Monday, Apr. 29, 1929

Trophy

When you put a black cloth over almost any tall non-symmetrical object it is apt to look mysterious. Yet the people who peered at just such a covered object last week in the lobby of Manhattan's Madison Square Garden did not seem mystified. Perhaps they knew what was underneath the cloth. Florenz Ziegfeld, who was there, looked as though he knew. So did Charles H. Sabin, Walter P. Chrysler, George Palmer Putnam, Kermit Roosevelt, Cosmopolitan's Ray Long, Vanity Fair's Conde Nast and Frank Crownin-shield, Charles Dillingham, Bernarr ("Body-Love") Macfadden, John Ringling, Arthur Hopkins. New York City's Mayor James John Walker was also there and he finally pulled the cloth off. There stood a 500-lb bronze boxer, poised to slug, on a marble pedestal. The glistening figure looked more like Black Jack Johnson, onetime (1908-15) world's heavyweight champion, who stood grinning nearby, than like scowling White Jack Dempsey, who was there also, or like pompadoured White Gene Tunney, the undefeated retired champion, who was idling in the far away Brioni Island.

Retired Champion Tunney is a co-donor of the trophy designed to encourage young men to try to be his successor. The other donor is William Muldoon, 83, old-time sporting figure, now a N. Y. State boxing official and affluent health farmer. Elimination fights will be held and then some one's name will be added to the following list on the Tunney-Muldoon Trophy's marble pedestal: JOHN L. SULLIVAN (1882-1892) JAMES J. CORBETT (1892-1897) ROBERT L. FITZSIMMONS (1897-1899) JAMES J. JEFFRIES (1899-1906) TOMMY BURNS (1906-1908) JACK JOHNSON (1908-1915) JESS WILLARD (1915-1919) JACK DEMPSEY (1919-1926) GENE TUNNEY (1926-1928) The sculptor who executed the figure was Mahonri Young, grandson of the late potent Brigham Young of Salt Lake City. Looming largest to have his name engraved is Max Schmeling, "Dempsey of Germany."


▸ Work required
Every record must be restated exactly. Drop the images.

◇ ◇ ◇

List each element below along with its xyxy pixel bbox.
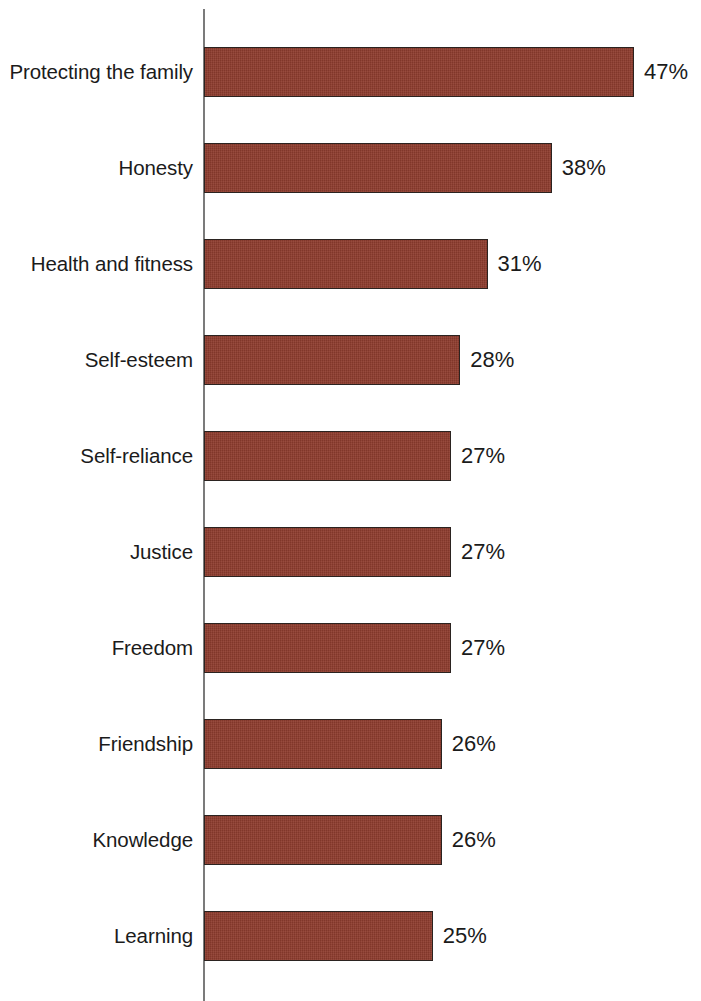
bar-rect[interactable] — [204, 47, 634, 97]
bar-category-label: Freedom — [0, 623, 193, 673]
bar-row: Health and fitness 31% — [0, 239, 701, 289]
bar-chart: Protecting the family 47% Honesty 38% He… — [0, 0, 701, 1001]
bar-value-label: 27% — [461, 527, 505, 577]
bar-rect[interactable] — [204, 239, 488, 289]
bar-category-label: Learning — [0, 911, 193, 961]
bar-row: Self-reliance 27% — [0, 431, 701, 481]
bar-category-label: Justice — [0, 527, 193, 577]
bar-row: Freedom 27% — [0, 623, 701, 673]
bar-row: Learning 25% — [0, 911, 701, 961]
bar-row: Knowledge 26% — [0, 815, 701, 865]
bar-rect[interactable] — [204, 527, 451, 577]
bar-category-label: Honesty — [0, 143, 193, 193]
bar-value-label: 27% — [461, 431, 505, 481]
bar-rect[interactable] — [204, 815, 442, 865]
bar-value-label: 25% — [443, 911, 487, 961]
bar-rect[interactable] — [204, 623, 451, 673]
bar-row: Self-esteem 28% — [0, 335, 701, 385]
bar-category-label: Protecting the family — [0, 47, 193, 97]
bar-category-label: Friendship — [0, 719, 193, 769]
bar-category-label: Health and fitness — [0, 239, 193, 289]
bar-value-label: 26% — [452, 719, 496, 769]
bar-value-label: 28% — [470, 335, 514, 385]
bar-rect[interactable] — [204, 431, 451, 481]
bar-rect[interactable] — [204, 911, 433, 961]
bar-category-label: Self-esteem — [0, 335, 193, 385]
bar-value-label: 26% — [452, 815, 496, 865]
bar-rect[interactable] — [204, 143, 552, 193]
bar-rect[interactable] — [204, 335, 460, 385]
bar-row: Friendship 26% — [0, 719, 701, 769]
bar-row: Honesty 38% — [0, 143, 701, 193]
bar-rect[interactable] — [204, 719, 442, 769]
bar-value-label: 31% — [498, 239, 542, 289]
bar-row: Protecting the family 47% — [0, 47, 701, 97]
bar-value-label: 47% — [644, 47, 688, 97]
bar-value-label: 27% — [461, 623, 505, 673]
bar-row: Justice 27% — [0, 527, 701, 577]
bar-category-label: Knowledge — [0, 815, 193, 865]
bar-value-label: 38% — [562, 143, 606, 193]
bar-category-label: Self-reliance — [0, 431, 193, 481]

◇ ◇ ◇

▸ Expected answer
List each element below along with its xyxy pixel bbox.
bar-rect[interactable] — [204, 47, 634, 97]
bar-category-label: Freedom — [0, 623, 193, 673]
bar-row: Health and fitness 31% — [0, 239, 701, 289]
bar-chart: Protecting the family 47% Honesty 38% He… — [0, 0, 701, 1001]
bar-value-label: 27% — [461, 527, 505, 577]
bar-rect[interactable] — [204, 239, 488, 289]
bar-category-label: Learning — [0, 911, 193, 961]
bar-row: Self-reliance 27% — [0, 431, 701, 481]
bar-category-label: Justice — [0, 527, 193, 577]
bar-row: Freedom 27% — [0, 623, 701, 673]
bar-row: Learning 25% — [0, 911, 701, 961]
bar-row: Knowledge 26% — [0, 815, 701, 865]
bar-rect[interactable] — [204, 527, 451, 577]
bar-category-label: Honesty — [0, 143, 193, 193]
bar-value-label: 27% — [461, 431, 505, 481]
bar-rect[interactable] — [204, 815, 442, 865]
bar-value-label: 25% — [443, 911, 487, 961]
bar-rect[interactable] — [204, 623, 451, 673]
bar-row: Self-esteem 28% — [0, 335, 701, 385]
bar-category-label: Protecting the family — [0, 47, 193, 97]
bar-category-label: Friendship — [0, 719, 193, 769]
bar-category-label: Health and fitness — [0, 239, 193, 289]
bar-value-label: 26% — [452, 719, 496, 769]
bar-value-label: 28% — [470, 335, 514, 385]
bar-rect[interactable] — [204, 431, 451, 481]
bar-rect[interactable] — [204, 911, 433, 961]
bar-category-label: Self-esteem — [0, 335, 193, 385]
bar-value-label: 26% — [452, 815, 496, 865]
bar-rect[interactable] — [204, 143, 552, 193]
bar-rect[interactable] — [204, 335, 460, 385]
bar-row: Friendship 26% — [0, 719, 701, 769]
bar-row: Honesty 38% — [0, 143, 701, 193]
bar-rect[interactable] — [204, 719, 442, 769]
bar-value-label: 31% — [498, 239, 542, 289]
bar-row: Protecting the family 47% — [0, 47, 701, 97]
bar-value-label: 47% — [644, 47, 688, 97]
bar-value-label: 27% — [461, 623, 505, 673]
bar-row: Justice 27% — [0, 527, 701, 577]
bar-category-label: Knowledge — [0, 815, 193, 865]
bar-value-label: 38% — [562, 143, 606, 193]
bar-category-label: Self-reliance — [0, 431, 193, 481]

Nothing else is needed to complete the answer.